I've written about Adrian Wooldridge's new book,
Centrists of the World Unite!: The Lost Genius of Liberalism, for
The Critic. I agree with much of it and it's very good as a history of liberal thought, but when he offers a prescription for change, he is more centrist than liberal. A lot of it doesn't offer change at all...
Under the heading “The case for
liberal paternalism”, he makes such a shallow and uninformed case for
lifestyle regulation that one starts to doubt whether he has read On Liberty.

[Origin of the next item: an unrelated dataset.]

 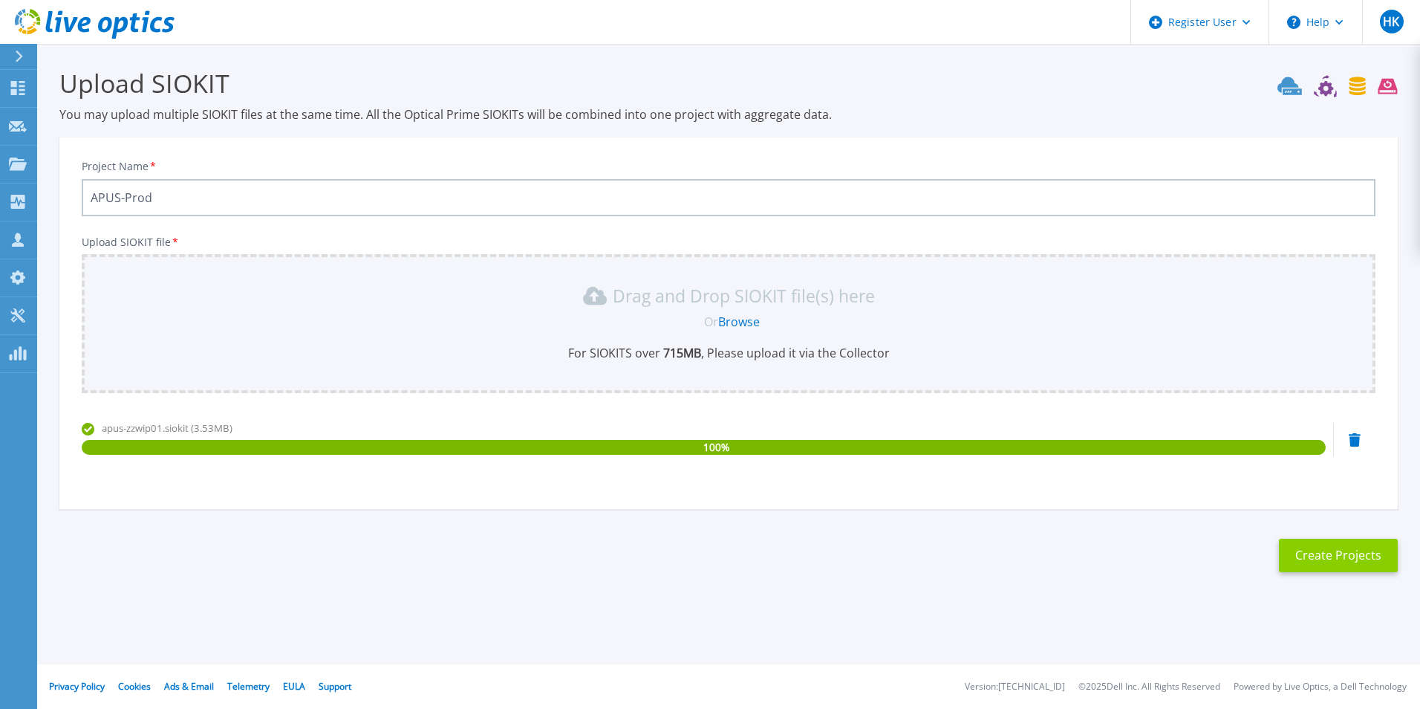 What do you see at coordinates (729, 114) in the screenshot?
I see `p: You may upload multiple SIOKIT files at the same time. All the Optical Prime SIOKITs will be comb...` at bounding box center [729, 114].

In addition to making a number of factual errors, he puts forward a
series of hoary old chestnuts that he seems to think are
argument-winning zingers. So you think you like freedom, eh? What about
the drunk driver that kills someone? (Drink driving is banned.) Why
should thin people have to pay for the healthcare of fat people? (The
obese take less out of the welfare state than the thin because they
don’t live as long.) He cites Richard Thaler’s work on behavioural
economics to justify “nudging” and “soft paternalism” and then lists a
slew of anti-smoking policies that Thaler would consider to be
unacceptable because they impose costs and cannot be opted out of.

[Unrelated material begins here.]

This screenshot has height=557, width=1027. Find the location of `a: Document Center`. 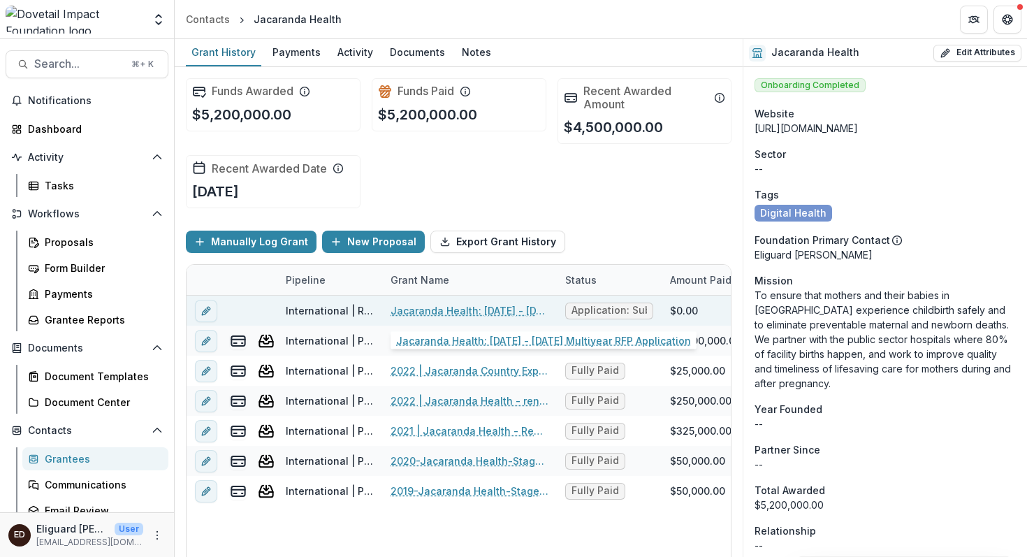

He rejoices in people being banned
from smoking not only inside but outside and then says that similar
tactics need to be used against people who eat “fattening foods”. He
celebrates governments that put “comprehensive taxes on unhealthy food”
and cheers on Japanese companies that “measure the waistlines of
employees to make sure that they are not getting too fat”. “We should go
further”, he says. “Why not use the proceeds of food taxes to subsidize
healthy foods?” (Because the government doesn’t control the price of
food.)
The problem with this is not so much
that the policies he proposes are ineffective, though they are
(Britain’s sugar tax, which Wooldridge thinks is wonderful, did absolutely nothing to reduce obesity and
nor did the warning labels put on “unhealthy” food in Chile.) The real
problem is twofold. Firstly, whatever else they might be, policies that
“demonise” (his word) consumers of tobacco, cast them out from private
buildings, extort money from them through sin taxes and restrict where
they can buy the product are not liberal; a word that, as the author helpfully reminds us, is derived from the Latin word libertas,
meaning liberty. Wooldridge is right to say that John Stuart Mill was
comfortable with more state intervention than some libertarians care to
admit, but when it came to state-sponsored paternalism he was crystal
clear. “To tax stimulants for the sole purpose of making them more
difficult to be obtained,” he wrote, “is a measure differing only in
degree from their entire prohibition; and would be justifiable only if
that were justifiable. Every increase of cost is a prohibition, to those
whose means do not come up to the augmented price; and to those who do,
it is a penalty laid on them for gratifying a particular taste.” Laws
restricting where alcohol can be sold, said Mill, are “suited only to a
state of society in which the labouring classes are avowedly treated as
children or savages.” If banning people from smoking outdoors and having
the government define and prohibit “misinformation” is Wooldridge’s
idea of liberalism, we can only be thankful that he never developed an
interest in fascism.
The second problem is that if Wooldridge
wants a government that will take on populism by hassling smokers,
meddling with the food supply and censoring the internet, he has already
got it. Under Boris Johnson — the supposed populist “strongman” — the
UK put into legislation the most stringent restrictions on “junk food”
marketing and promotion in the world. His successor, Rishi Sunk,
announced the total prohibition of tobacco, albeit over a timeframe that
is almost surreal. Both policies were eagerly pursued by Keir Starmer
when he became Prime Minister, as was the Online Safety Act. The House
of Lords recently tried to ban social media for under-16s, Kemi Badenoch
has already said that the Conservatives will enact such a ban, and it
is only a matter of time before it becomes official Labour policy. Is it
any wonder that populists talk about the Uniparty?